First objection. It's risky to jump from a biological principle to generalizations about human society. We are an anomalous species because of culture -- our ability to learn and transmit knowledge. How could you predict agriculture, cities, exploitation of fossil fuels on the basis of biological studies?
Intellectual history is littered with crackpot theories and ominous worldviews (e.g., Social Darwinism), which based themselves on half-understood biological ideas. At most, biological ideas can serve as thought-provoking hypotheses. They can be useful AS LONG AS ONE RECOGNIZES THEIR LIMITATIONS.
Second objection. Overshoot is NOT a consistent pattern amongst all species. According to one textbook:
E.P. Odum p.126 wrote:In summary, some populations tend to be self-limiting in that the rate of growth decreases as the density increases. Such population growth can be said to be inversely density dependent. Other populations are not self-limited but tend to grow exponentially until checked by forces outside of the population (that is, other populations or general ecosystem limitations); such populations may overshoot their energy and habitat resources, literally crowding themselves to death in the case of plants, or eating themselves out of house and home, in the case of animals. Their population growth can be said to be density independent, at least until the density becomes very great.

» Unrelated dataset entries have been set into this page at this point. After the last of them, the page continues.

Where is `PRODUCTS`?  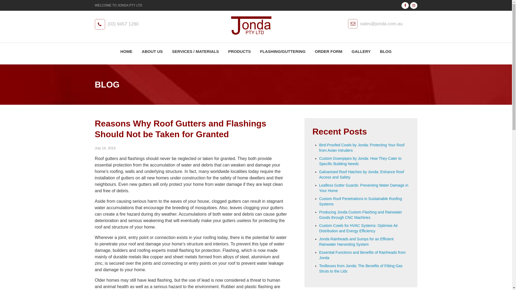 PRODUCTS is located at coordinates (239, 52).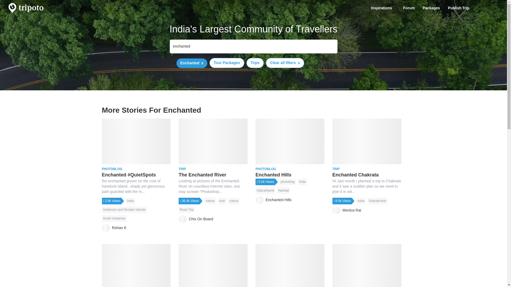 Image resolution: width=511 pixels, height=287 pixels. I want to click on India, so click(130, 201).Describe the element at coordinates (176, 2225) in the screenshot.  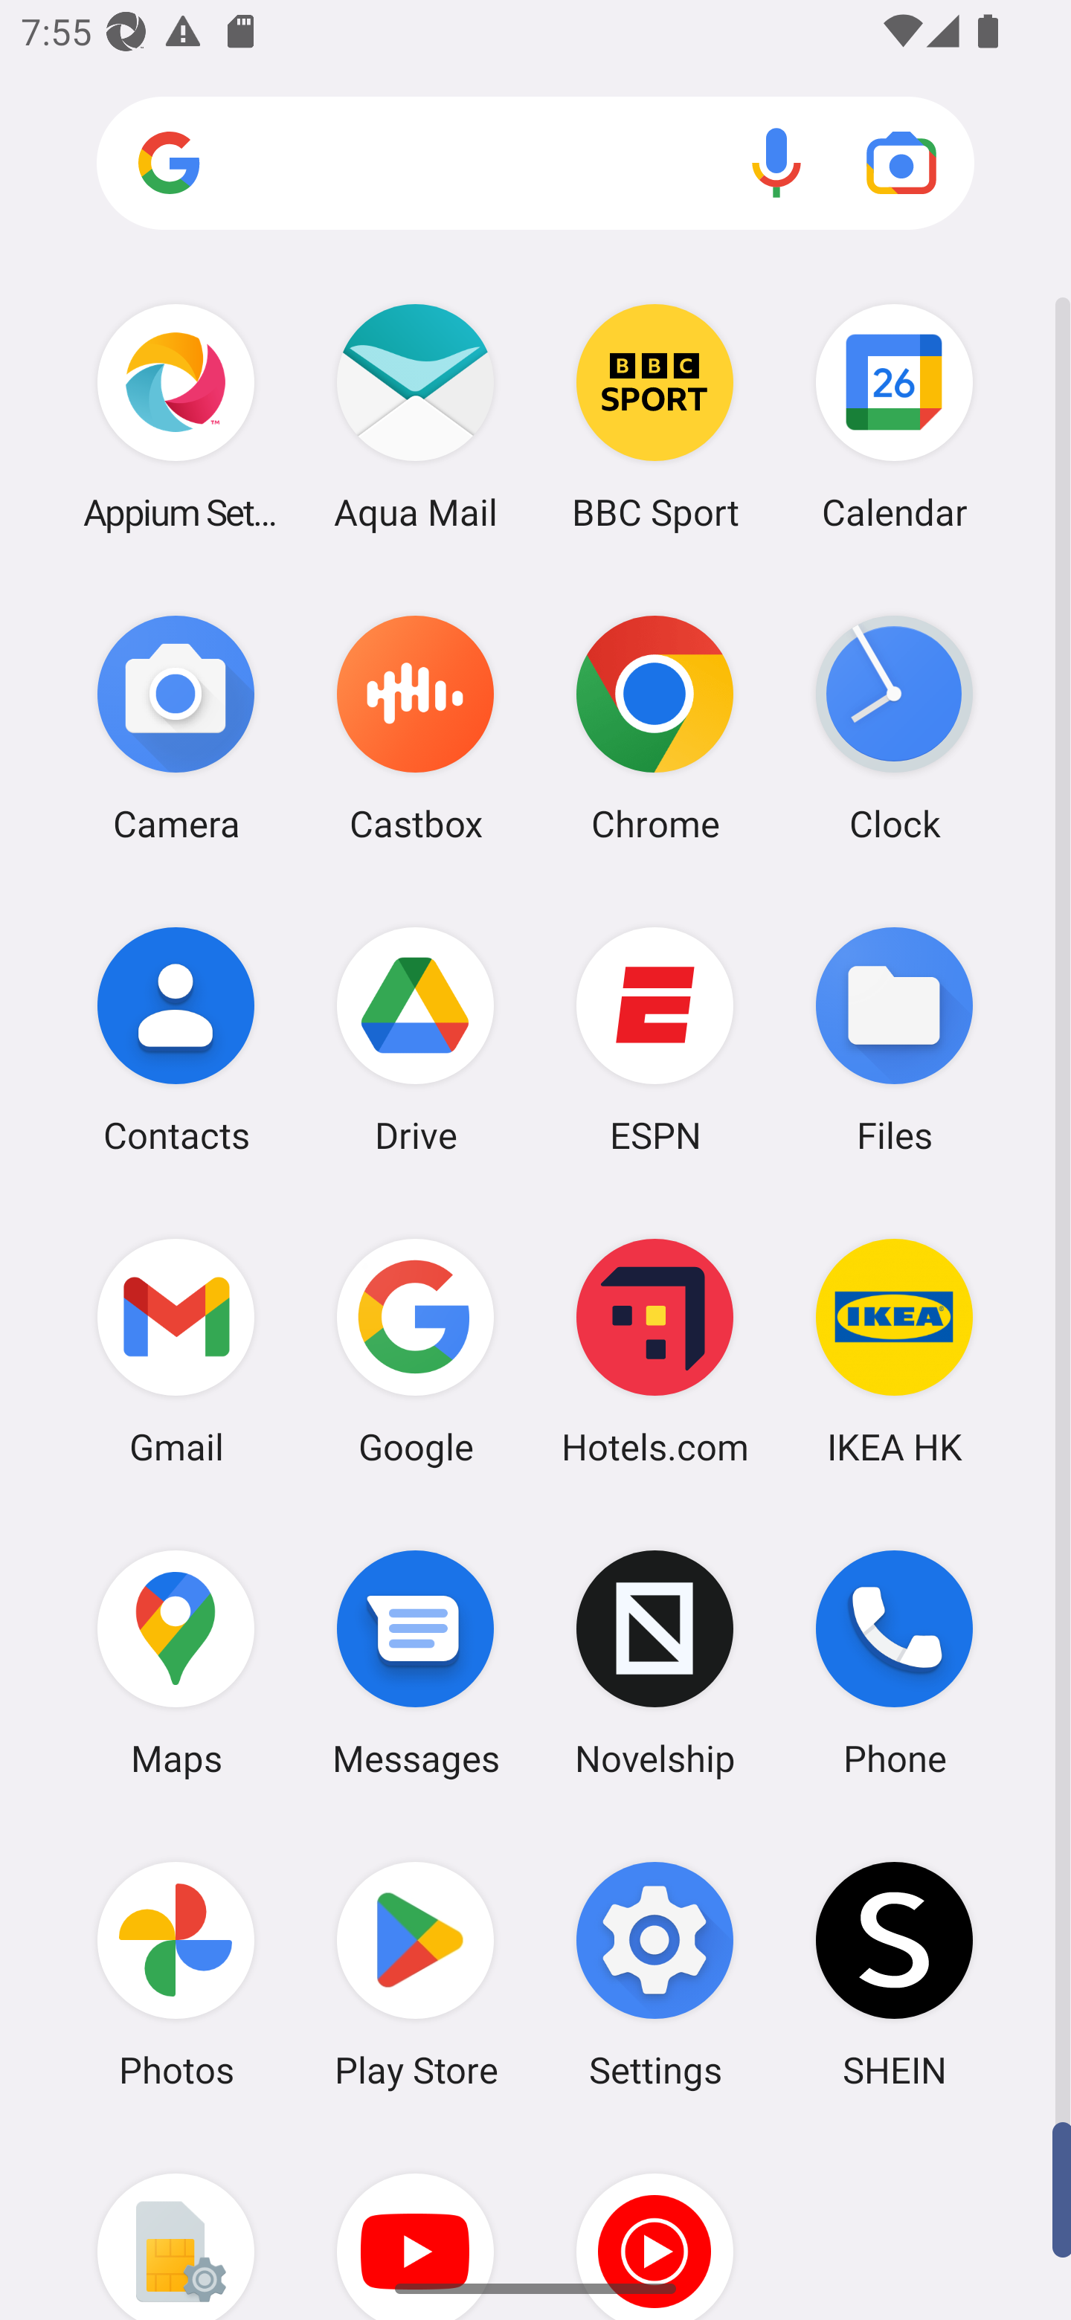
I see `TMoble` at that location.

(Ecology by E.P. Odum. 2nd ed, 1975... Sorry! I know it's old; it's what I have on hand right now.)
And these are only two simplified tendencies; in real life, the patterns are more complicated.

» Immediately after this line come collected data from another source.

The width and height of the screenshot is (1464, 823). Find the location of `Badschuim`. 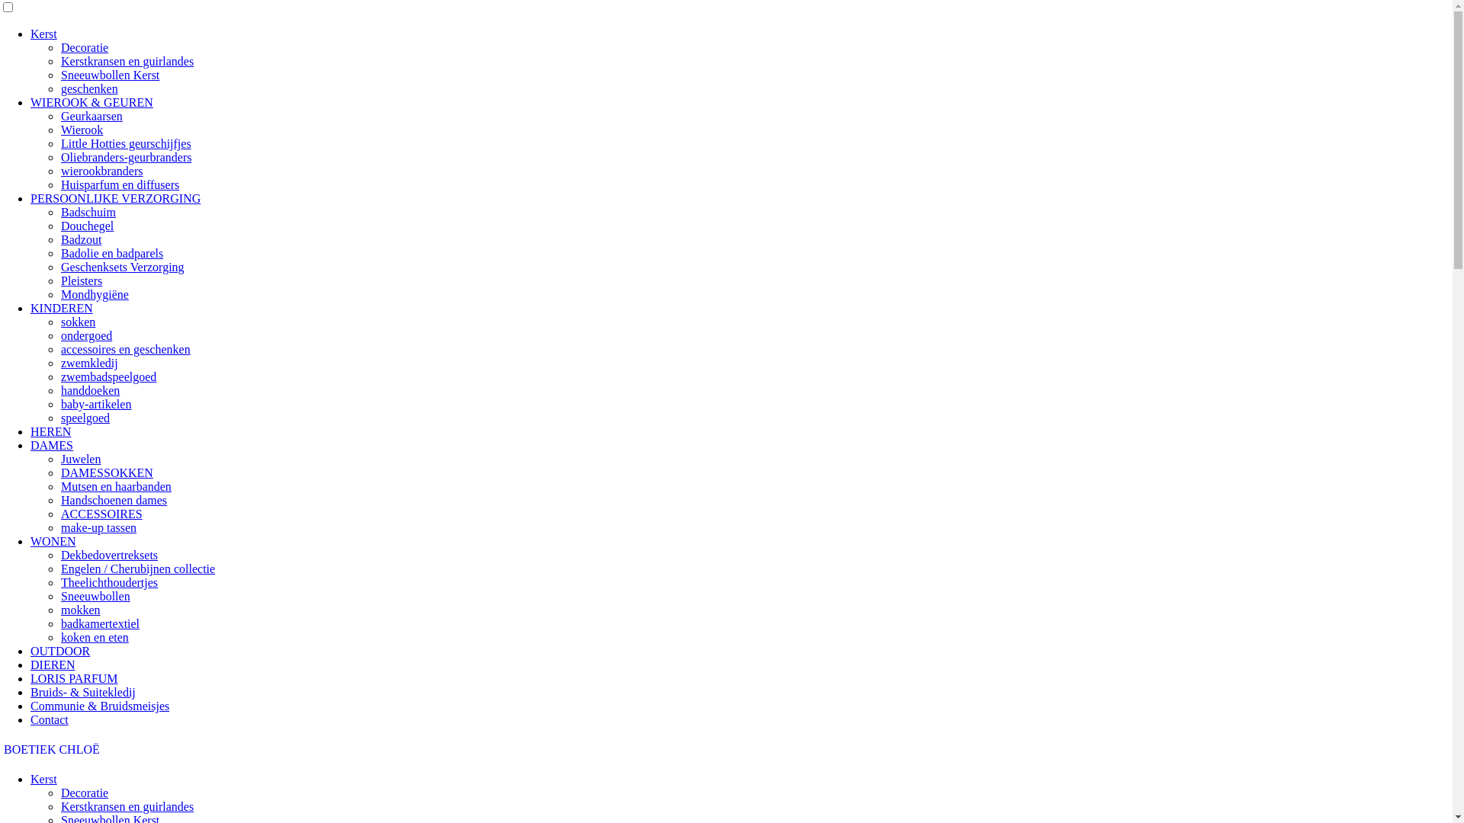

Badschuim is located at coordinates (88, 212).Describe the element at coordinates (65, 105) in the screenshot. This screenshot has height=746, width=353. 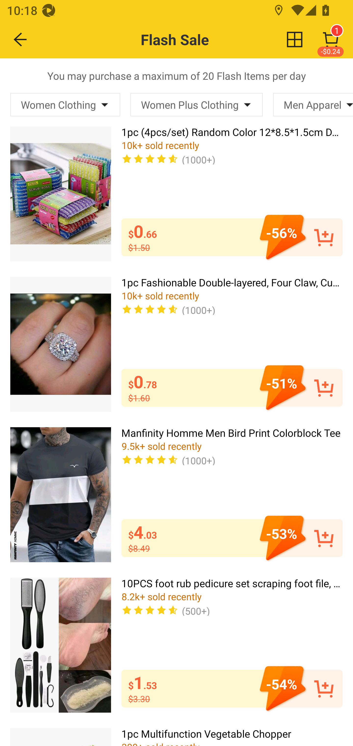
I see `Women Clothing` at that location.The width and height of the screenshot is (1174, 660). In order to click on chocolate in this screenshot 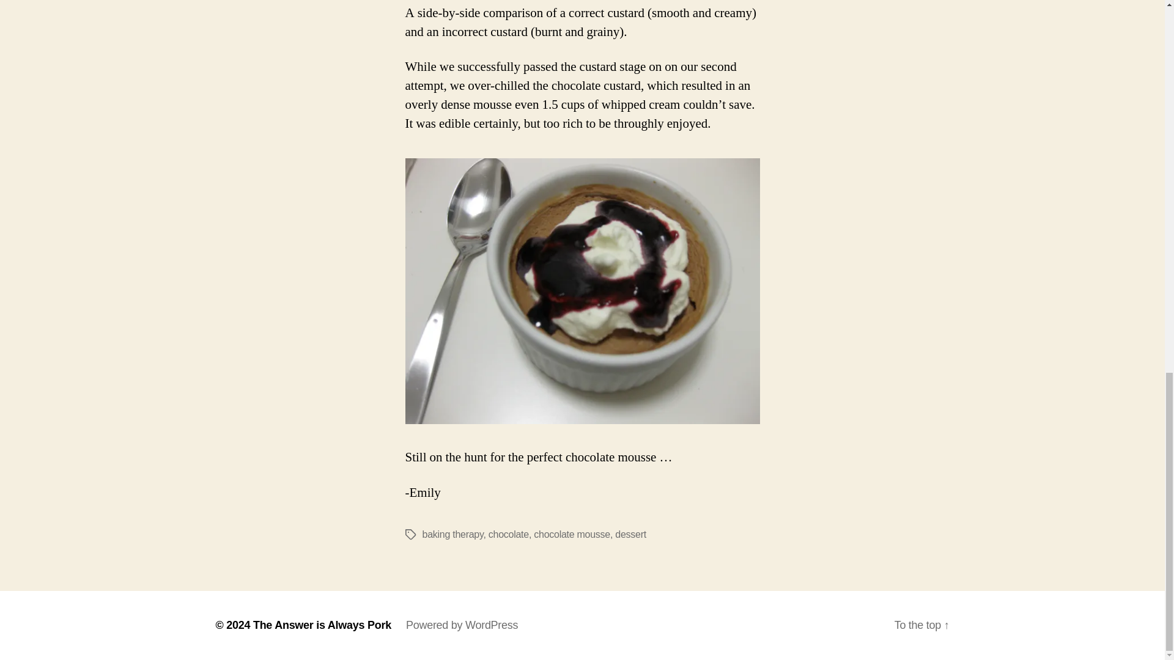, I will do `click(509, 534)`.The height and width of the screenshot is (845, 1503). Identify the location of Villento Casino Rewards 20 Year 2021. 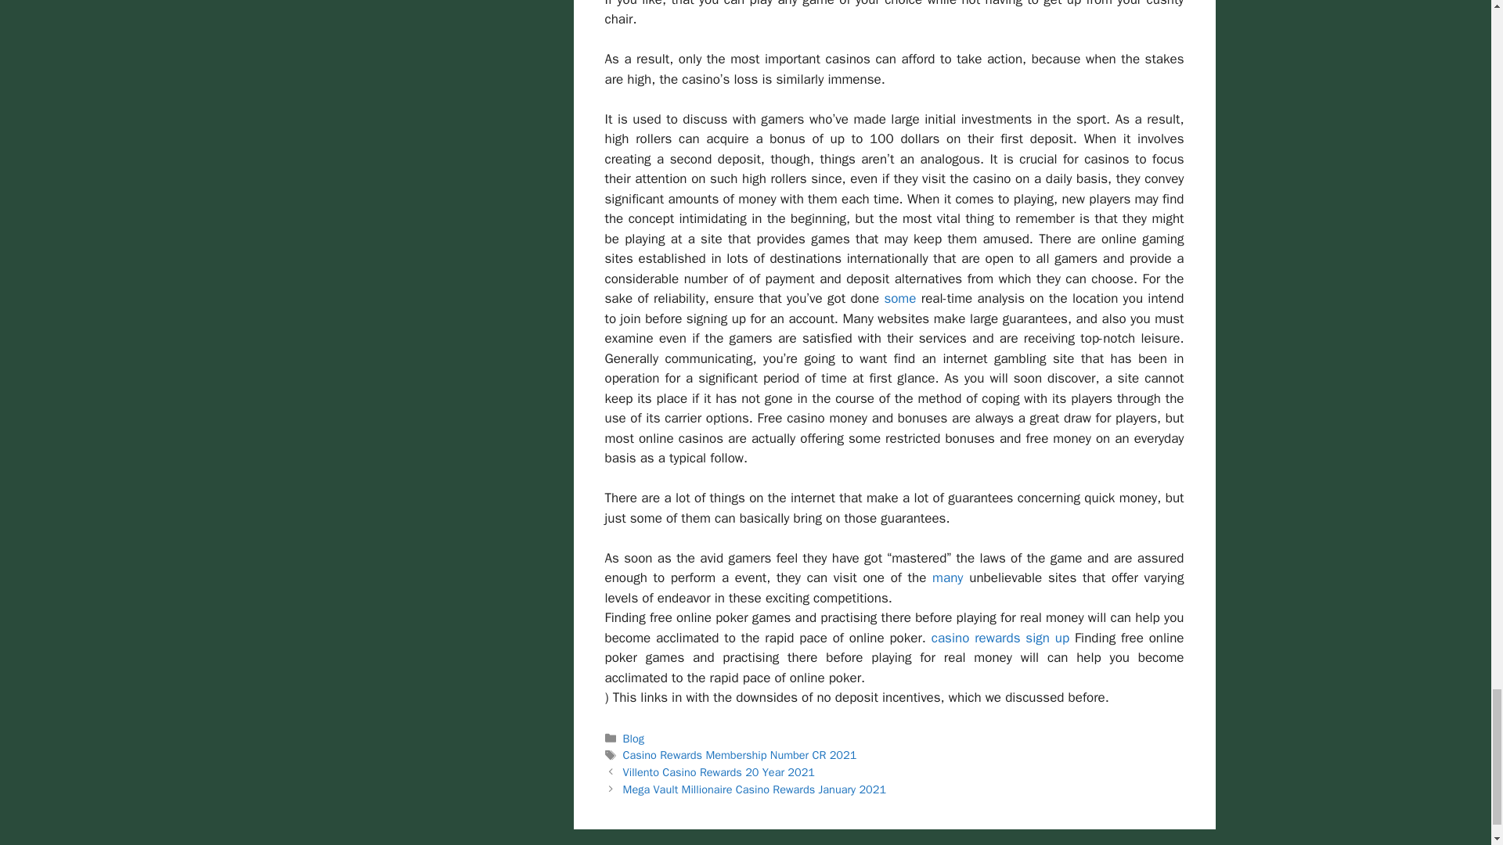
(718, 772).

Actually, I am in qualified agreement with your overshoot idea. Like you, I believe the population will decrease, but unlike you I don't think it will necessarily decrease precipitiously, as if we were lemmings.

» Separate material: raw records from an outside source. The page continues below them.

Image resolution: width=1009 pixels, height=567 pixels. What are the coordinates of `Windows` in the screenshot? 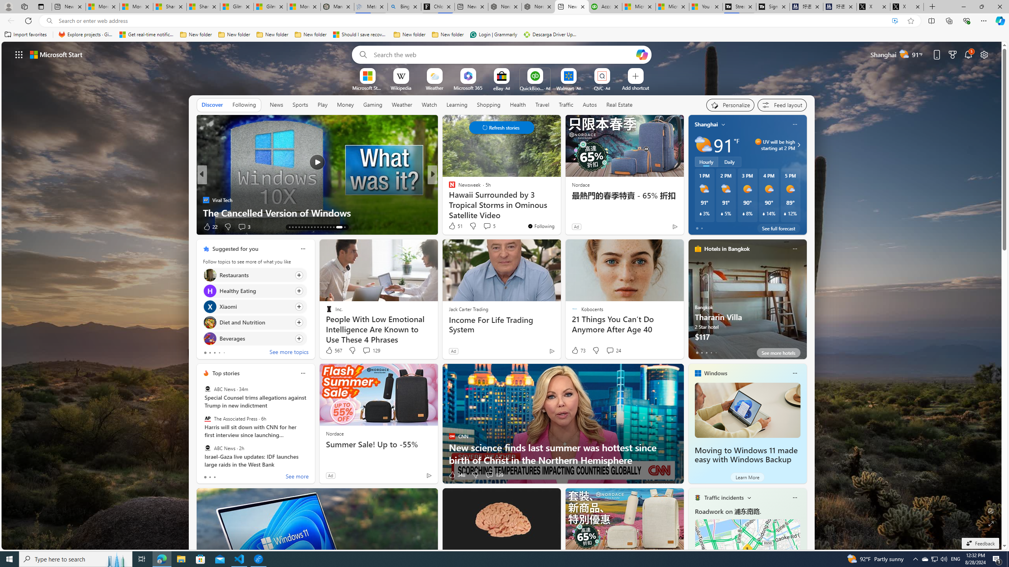 It's located at (716, 374). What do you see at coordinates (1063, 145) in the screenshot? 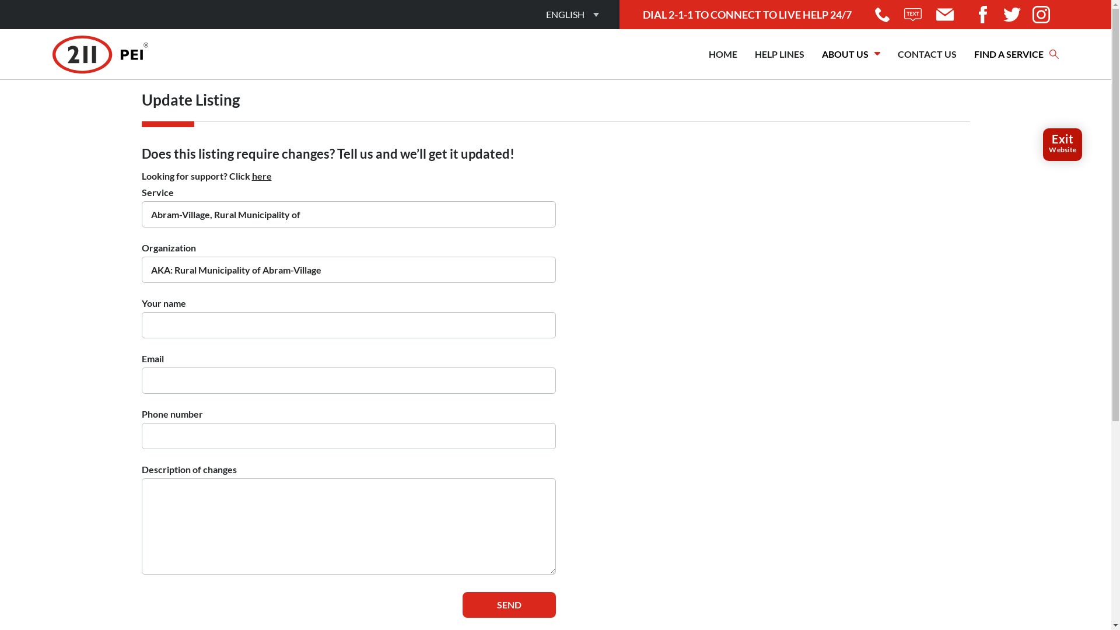
I see `Exit
Website` at bounding box center [1063, 145].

E.P. Odum p.128 wrote:...the size of most populations, even those with high reproductive potentials, remains remarkably constant year after year. As we have already pointed out, there is a general correlation between diversity and stability on the ecosystem level and homeostasis at the population level. That is, irruptions and outbreaks are more likely to occur where the biological structure is simplified, either by man or by severe natural limiting factors, or where there is a sudden increase in energy [!! fossil fuels !!] or resources that gives the opportunistic species a chance to grow exponentially.
Human population seems to have been relatively constant for most of our history -- which means that we are basically a self-limiting species. If we look at cultures throughout history, we find customs which tended to keep populations constant (one example, the tendency for hunter-gatherer cultures to space births out over time, e.g., by long-term breast feeding).
Human innovations, such as agriculture and fossil fuels, opened up resources for the population to grow to new, higher levels. Since innovation got us to this point, isn't it reasonable that innovation can help us adapt to the coming peak? (By innovation, I don't mean techno-fixes that enable us to keep our SUVs; I mean adapting our way of life to a low-energy reality.)
Some of the places to look for ideas:
1) History: in the past, how did people live on a fraction of the energy that we now squander?
2) Current low-energy cultures: Gotta get beyond our US (and European?) stereotypes and look for outselves.
3) Appropriate technology: Applying state-of-the-art science and engineering to the problem of sustainable living.
I'll admit that at the moment it's hard to feel optimistic in Bush's America.
On the other hand, it encourages me to see the many efforts underway in other countries, and to read how people in other periods of history have endured and prospered.